The genre is a good place for outsider characters generally, he says.

“There are all kinds of social barriers that we have set up where people will be categorised, and vampirism is a good way to just jump over and put yourself in the shoes of somebody else. Twilight is a good example of that because it uses high school as a jumping off point. Everyone feels like an outsider in high school. Kids, deep down, probably feel a little bit like they’re always having to prove themselves. So you know, that's a real mainstream example. But you know, in the Interview With A Vampire films, Lestat and Louis are outsider characters because they're standing on the sidelines, they can't really interact with the world around them. It's kind of a sad story in a way. Even if you become a rock god, you're not a human, so you can't really get the full joy out of interacting people like everybody else does. I think a lot of people can identify with that.

Interview With The Vampire
Interview With The Vampire

“Obviously, goth culture has been around since the Eighties at least. That's really embraced vampirism as well. When I went to school I had a lot of goth friends and they just loved it. And that's exactly why, because vampirism is a great metaphor for just someone who's just different.”

And then there's another major theme in vampire films, which must have felt more pertinent when writing it during Covid, which is disease and contagion generally...

“I'm so curious to see what kind of vampire films we get in the next five to 10 years,” he says. “I think Covid is going to have a big impact because the contagion aspect has been around for a long time. And then, like, David Cronenberg's Rabid – which isn't really a vampire film, per se, but it definitely sort of plays with the idea of it – it's also a contagion film, it's a disease that spreads through the act of penetrating someone's body and infecting them. So yeah, I do think especially with Covid, vampires are taking on an interesting new angle.”

He’s taken on a lot of different kinds of films in the book, but he does have his favourites.

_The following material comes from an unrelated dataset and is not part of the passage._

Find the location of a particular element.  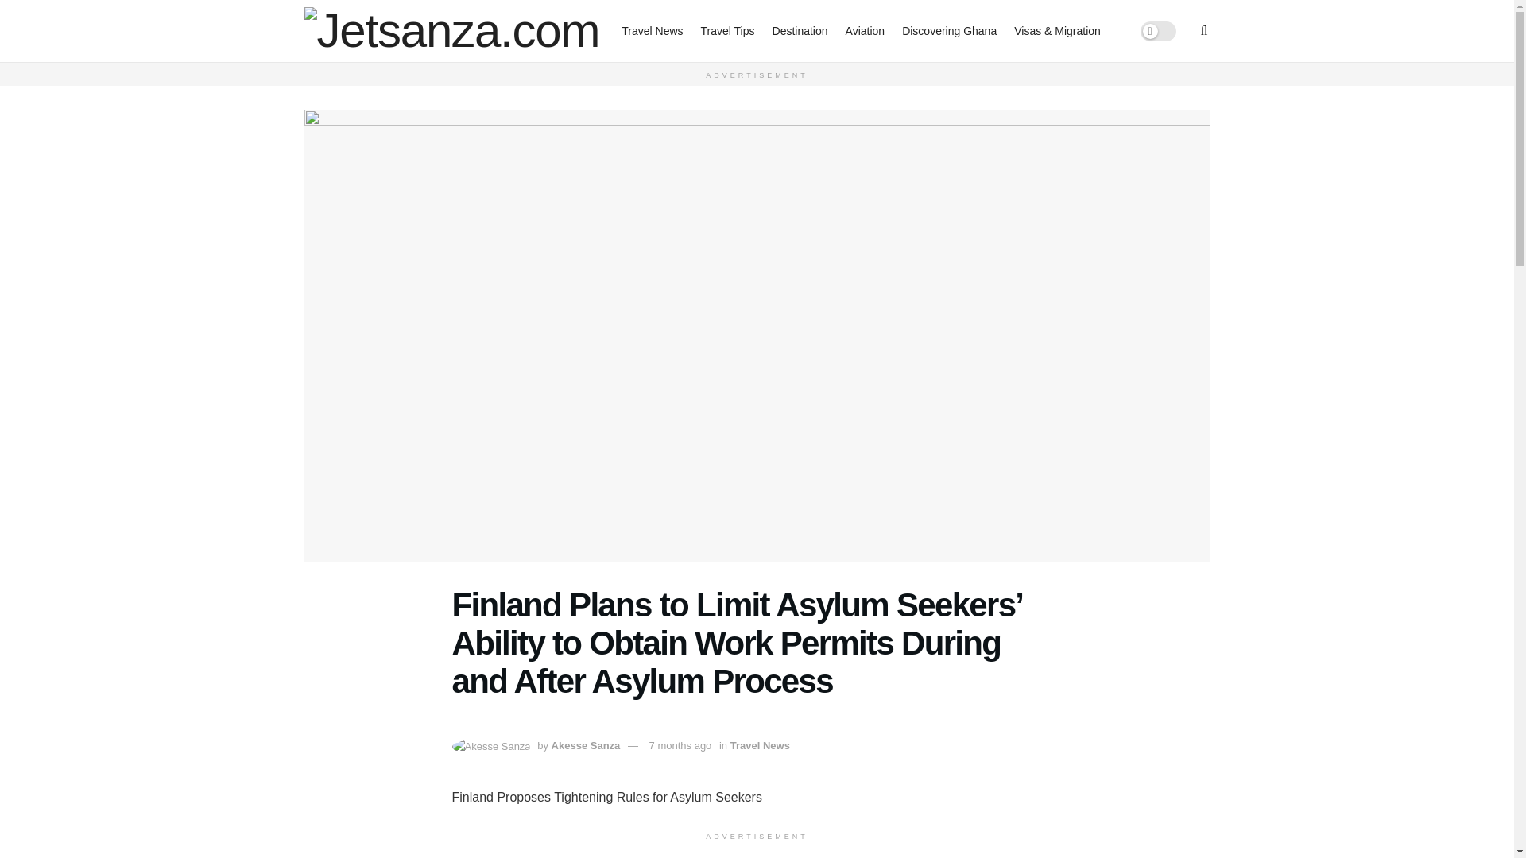

Destination is located at coordinates (799, 30).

“Kiss Of The Vampire is one of my very favourites because it's the first one that I remember seeing. I just think it's a beautiful gothic masterpiece, visually and thematically just fascinating. Let The Right One In is fantastic. I love Near Dark, Kathryn Bigelow's film. I think it’s extremely underrated. I hope another audience gets to experience that film because it's not mentioned that much lately. I don't really know why. I think it's really wonderful, mixing the vampire and the western together, just a great idea – plus the fact she has a great action sensibility that she brings to the film. And What We Do In The Shadows, of course, because mixing the pseudo-documentary approach and vampires, I think is brilliant. And there are so many great European vampire films. Daughters Of Darkness, I think, is an absolutely perfect film as well.”

Daughters Of Darkness
Daughters Of Darkness

I ask him if he has any final words about the book.

“No. I just I hope you discover some films that maybe you haven't gotten around to seeing or that you had never heard of. I just want people to feel like it's a discovery, reading through the book and saying ‘Oh, I forgot about that film,’ or ‘You know, that was on my watch list at some point,’ or ‘That sounds really, really crazy and interesting.’ I love broadening people's horizons and you know, if anyone out there sees a great vampire film that wasn't in there, feel free to suggest it, because I'm sure there's some that I missed as well.”

Read our review of The Frightfest Guide To Vampire Movies.

The Frightfest Guide To Vampire Movies can be ordered from FAB Press.